The nursing home managers I talk to regularly refer to the amount of official paperwork required after two years of Covid. A bigger problem is a high turnover of staff, exacerbated by the stress of the pandemic. "The end of last year was the resignation year," says Nicola Daly who is the PIC (person in charge) at Windmill Healthcare's Millbrook Nursing Home in Ferbane (which had no outbreak). "A care centre is run 24/7, 365 days a year. People wanted an easier life. They wanted nine to five jobs. Monday to Friday. The group increased everyone's wages here and that commenced in November. People are moving." Many service providers have increased salaries in an attempt to retain staff in the past year.
It has been an incredibly tough time for the families of nursing home residents. Eileen’s 86-year-old father William has been in a home in Dublin since he had a stroke in 2016. Shortly after the first lockdown William had to spend time in hospital. “They let me share the taxi back to the home from the hospital and that was the only time I saw him. And then I didn’t see him again for two months.”

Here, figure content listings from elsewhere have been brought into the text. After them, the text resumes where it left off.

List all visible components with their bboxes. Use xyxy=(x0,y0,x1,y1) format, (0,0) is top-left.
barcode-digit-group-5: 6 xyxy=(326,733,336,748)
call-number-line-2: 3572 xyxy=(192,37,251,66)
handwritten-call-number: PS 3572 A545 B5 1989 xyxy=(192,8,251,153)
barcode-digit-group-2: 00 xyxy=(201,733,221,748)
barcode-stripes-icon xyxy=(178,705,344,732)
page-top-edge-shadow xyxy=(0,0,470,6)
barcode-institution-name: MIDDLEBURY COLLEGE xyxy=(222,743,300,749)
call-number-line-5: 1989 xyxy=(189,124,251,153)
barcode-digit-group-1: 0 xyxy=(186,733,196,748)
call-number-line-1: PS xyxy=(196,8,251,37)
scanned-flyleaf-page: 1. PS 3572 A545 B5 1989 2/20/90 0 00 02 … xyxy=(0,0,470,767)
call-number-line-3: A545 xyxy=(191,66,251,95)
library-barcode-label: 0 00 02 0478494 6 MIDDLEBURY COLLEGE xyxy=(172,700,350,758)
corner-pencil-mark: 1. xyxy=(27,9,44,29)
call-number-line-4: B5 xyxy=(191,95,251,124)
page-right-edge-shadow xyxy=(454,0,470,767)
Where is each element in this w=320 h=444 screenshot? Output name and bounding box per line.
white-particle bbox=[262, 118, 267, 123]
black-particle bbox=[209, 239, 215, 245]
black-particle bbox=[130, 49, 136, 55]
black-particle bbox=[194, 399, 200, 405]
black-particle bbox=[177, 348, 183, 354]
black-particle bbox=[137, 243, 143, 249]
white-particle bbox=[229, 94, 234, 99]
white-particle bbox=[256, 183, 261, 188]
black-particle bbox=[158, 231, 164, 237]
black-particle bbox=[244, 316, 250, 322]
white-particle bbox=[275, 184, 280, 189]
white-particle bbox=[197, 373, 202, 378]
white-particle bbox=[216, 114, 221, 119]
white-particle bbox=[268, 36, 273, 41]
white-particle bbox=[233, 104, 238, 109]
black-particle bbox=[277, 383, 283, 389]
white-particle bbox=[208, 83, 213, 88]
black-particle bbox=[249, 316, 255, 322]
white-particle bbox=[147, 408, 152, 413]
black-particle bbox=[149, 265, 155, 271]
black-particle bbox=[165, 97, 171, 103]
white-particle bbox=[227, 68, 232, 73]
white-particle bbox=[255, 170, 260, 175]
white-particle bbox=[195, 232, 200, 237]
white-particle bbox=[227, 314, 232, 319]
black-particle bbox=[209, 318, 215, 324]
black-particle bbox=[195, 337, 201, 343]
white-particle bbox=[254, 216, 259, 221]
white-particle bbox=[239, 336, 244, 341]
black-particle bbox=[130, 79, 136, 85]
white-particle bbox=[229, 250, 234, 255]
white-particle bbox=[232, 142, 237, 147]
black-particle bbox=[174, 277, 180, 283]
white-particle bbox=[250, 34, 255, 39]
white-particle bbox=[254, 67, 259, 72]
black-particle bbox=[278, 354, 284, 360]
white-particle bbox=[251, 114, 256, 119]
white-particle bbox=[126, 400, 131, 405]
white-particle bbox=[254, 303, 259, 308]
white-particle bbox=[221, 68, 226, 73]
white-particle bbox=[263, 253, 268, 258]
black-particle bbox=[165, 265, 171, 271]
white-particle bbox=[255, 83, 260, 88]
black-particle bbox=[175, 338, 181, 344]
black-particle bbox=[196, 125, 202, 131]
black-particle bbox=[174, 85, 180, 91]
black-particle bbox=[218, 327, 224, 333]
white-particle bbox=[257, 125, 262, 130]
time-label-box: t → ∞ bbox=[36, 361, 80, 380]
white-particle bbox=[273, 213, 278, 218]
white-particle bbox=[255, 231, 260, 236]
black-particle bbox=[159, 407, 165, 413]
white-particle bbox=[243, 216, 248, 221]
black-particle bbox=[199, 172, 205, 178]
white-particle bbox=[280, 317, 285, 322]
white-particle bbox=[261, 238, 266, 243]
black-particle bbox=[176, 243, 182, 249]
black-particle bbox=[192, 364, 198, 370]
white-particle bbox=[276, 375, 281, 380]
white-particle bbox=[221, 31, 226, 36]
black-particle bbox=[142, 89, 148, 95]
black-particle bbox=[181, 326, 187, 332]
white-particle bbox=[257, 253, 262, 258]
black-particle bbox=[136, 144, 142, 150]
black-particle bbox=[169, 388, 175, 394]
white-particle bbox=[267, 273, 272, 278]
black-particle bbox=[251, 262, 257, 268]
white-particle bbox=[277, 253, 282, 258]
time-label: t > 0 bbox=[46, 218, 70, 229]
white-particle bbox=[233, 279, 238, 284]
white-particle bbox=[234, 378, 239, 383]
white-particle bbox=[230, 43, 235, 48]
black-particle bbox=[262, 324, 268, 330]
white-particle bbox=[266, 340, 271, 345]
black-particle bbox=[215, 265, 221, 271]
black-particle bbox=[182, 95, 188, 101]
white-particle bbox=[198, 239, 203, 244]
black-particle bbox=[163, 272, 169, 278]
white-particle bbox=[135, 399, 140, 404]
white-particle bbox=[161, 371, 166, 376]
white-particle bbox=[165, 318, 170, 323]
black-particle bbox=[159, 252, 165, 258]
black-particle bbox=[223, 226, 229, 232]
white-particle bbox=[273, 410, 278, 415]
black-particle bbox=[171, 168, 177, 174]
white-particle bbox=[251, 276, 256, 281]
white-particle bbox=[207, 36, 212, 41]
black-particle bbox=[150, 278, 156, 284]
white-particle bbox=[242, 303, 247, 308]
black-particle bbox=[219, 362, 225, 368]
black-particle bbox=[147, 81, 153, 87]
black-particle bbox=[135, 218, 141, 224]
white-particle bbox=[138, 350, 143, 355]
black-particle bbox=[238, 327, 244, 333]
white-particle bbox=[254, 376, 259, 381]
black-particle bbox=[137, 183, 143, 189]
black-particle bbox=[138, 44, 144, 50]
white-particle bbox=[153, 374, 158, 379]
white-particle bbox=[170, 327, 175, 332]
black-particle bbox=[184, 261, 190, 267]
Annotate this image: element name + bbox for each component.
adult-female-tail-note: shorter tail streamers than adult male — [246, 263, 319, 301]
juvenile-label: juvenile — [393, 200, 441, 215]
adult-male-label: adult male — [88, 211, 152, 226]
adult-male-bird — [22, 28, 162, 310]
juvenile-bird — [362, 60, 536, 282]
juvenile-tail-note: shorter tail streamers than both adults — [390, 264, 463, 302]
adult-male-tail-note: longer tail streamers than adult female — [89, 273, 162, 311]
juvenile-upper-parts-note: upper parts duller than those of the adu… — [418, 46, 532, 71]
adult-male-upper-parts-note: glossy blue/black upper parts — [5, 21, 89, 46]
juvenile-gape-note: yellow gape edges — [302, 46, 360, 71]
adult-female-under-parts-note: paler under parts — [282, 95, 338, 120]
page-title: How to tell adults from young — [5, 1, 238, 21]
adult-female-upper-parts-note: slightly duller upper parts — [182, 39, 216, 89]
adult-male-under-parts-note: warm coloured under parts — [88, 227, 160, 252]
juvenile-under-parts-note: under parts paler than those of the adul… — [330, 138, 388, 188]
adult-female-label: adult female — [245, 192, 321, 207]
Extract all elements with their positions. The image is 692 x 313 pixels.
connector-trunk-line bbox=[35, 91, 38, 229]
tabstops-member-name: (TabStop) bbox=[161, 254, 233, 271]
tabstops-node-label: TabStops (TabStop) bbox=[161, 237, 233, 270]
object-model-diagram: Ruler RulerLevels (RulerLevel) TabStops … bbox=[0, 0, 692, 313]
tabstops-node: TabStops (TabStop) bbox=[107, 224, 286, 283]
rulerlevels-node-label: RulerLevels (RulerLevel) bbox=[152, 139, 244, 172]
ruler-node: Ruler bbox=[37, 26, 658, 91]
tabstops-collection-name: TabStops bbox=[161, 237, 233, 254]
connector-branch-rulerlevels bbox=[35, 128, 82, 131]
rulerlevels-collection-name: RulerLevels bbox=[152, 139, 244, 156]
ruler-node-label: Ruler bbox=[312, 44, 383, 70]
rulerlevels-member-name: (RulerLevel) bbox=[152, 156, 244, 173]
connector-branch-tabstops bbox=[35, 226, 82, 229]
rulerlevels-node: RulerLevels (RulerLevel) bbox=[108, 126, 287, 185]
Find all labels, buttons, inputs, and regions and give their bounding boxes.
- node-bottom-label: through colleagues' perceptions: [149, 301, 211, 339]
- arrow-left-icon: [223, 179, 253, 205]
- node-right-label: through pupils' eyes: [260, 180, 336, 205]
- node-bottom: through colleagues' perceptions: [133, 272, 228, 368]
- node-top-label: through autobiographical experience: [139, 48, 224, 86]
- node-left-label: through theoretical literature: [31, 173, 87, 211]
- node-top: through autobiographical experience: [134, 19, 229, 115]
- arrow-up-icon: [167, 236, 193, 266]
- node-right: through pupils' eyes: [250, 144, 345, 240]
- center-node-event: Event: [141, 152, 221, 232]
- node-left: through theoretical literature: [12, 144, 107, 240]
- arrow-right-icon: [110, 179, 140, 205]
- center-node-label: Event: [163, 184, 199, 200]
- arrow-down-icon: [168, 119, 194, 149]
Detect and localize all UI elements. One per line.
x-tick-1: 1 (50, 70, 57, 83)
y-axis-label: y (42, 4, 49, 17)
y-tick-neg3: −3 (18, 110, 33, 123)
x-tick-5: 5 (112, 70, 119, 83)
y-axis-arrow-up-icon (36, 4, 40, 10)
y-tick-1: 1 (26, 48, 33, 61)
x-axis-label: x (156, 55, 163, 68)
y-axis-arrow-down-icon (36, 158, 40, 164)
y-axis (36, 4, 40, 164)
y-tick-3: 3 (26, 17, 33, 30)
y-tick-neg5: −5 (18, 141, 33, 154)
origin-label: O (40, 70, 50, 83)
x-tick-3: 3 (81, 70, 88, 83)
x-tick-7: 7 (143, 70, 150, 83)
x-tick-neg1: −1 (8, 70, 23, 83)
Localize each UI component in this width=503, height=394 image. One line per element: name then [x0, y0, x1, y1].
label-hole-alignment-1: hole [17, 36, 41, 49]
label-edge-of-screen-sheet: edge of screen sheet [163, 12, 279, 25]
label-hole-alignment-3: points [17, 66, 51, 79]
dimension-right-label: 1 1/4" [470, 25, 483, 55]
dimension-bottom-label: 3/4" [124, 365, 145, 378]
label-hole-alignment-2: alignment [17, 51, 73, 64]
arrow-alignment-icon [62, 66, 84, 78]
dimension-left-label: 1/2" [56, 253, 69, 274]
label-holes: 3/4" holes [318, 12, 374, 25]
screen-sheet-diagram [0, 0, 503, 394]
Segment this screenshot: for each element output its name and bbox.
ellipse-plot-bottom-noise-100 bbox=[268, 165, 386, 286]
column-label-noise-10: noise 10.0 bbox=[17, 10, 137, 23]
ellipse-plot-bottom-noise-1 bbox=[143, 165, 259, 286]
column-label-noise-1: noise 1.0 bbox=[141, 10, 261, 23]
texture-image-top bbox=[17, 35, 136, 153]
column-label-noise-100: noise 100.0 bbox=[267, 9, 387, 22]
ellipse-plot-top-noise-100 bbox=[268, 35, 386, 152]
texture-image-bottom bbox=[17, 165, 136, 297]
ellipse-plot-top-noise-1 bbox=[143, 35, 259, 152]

He understood Covid but sometimes when she rang, she says, “He’d get a bit emotional. ‘Why aren’t you coming in to see me?’ He’s quite stoic but he was telling me he loved me on the phone. He’d never say that normally. So the lockdown had a bad effect on him.”
Lockdowns began and ended then began again. “I found that we fell out of the rhythm of chats. Today was the first day that I could go in with my brother and it’s really nice because as we chat you can see Dad likes having the two of us around chatting, even though he doesn’t want to chat.”
She knows she could never have looked after William at home, but still feels guilt. “When my mother died, I didn’t feel too bad because I got to spend lots of time with her and look after her ... I didn’t have the feeling of, ‘Oh, I didn’t get to see her enough’. This time I feel desperate ... And the weird thing is you get used to not seeing him. The visits stop becoming part of your life [and] you don’t think about them as much. And then when you do, you feel fourfold guilt.”
Eileen Broe lost her mother Maeve on December 16th, 2020. She had advanced dementia and was living in a nursing home in Kildare. "In her previous life she was a great storyteller," says Broe. "She had great humour and was never cross. [Later] there were episodes when she was very cross. She would cry and sob for three hours ... Sometimes she would think her brothers who were dead a long time had only just died."
Broe found lockdown extremely difficult because she couldn’t comfort her mother. Before the pandemic she and her sister would both visit every day. “While the nurses and carers were fantastic, they couldn’t sit with Mum and hold her hand twice a day ... Window visits were no good for Mum, because she didn’t have the capacity to look out the window and know who was at the far side.”
Things opened up and then shut down again. By December of 2020 her mother had deteriorated a lot. “You hoped and felt she could hear what you said but you couldn’t sit and hold her hand. You had to sit at a distance.”
The nursing home hosted a special outdoor visit so grandchildren could meet grandparents who hadn’t seen them for the year. “Mum never opened her eyes that day,” says Broe. Then staff facilitated a visit for Broe and her siblings, one of whom lived in the US and hadn’t seen her in some time. She died shortly afterwards in her sleep. “We were hoping to be with her at the end but that wasn’t possible. They say people who were dying hang on so maybe she hung on for my brother.”
They could only have 25 people at the funeral. Even then they worried that someone might catch Covid. “I have a lot of sadness about the time that was robbed from us.”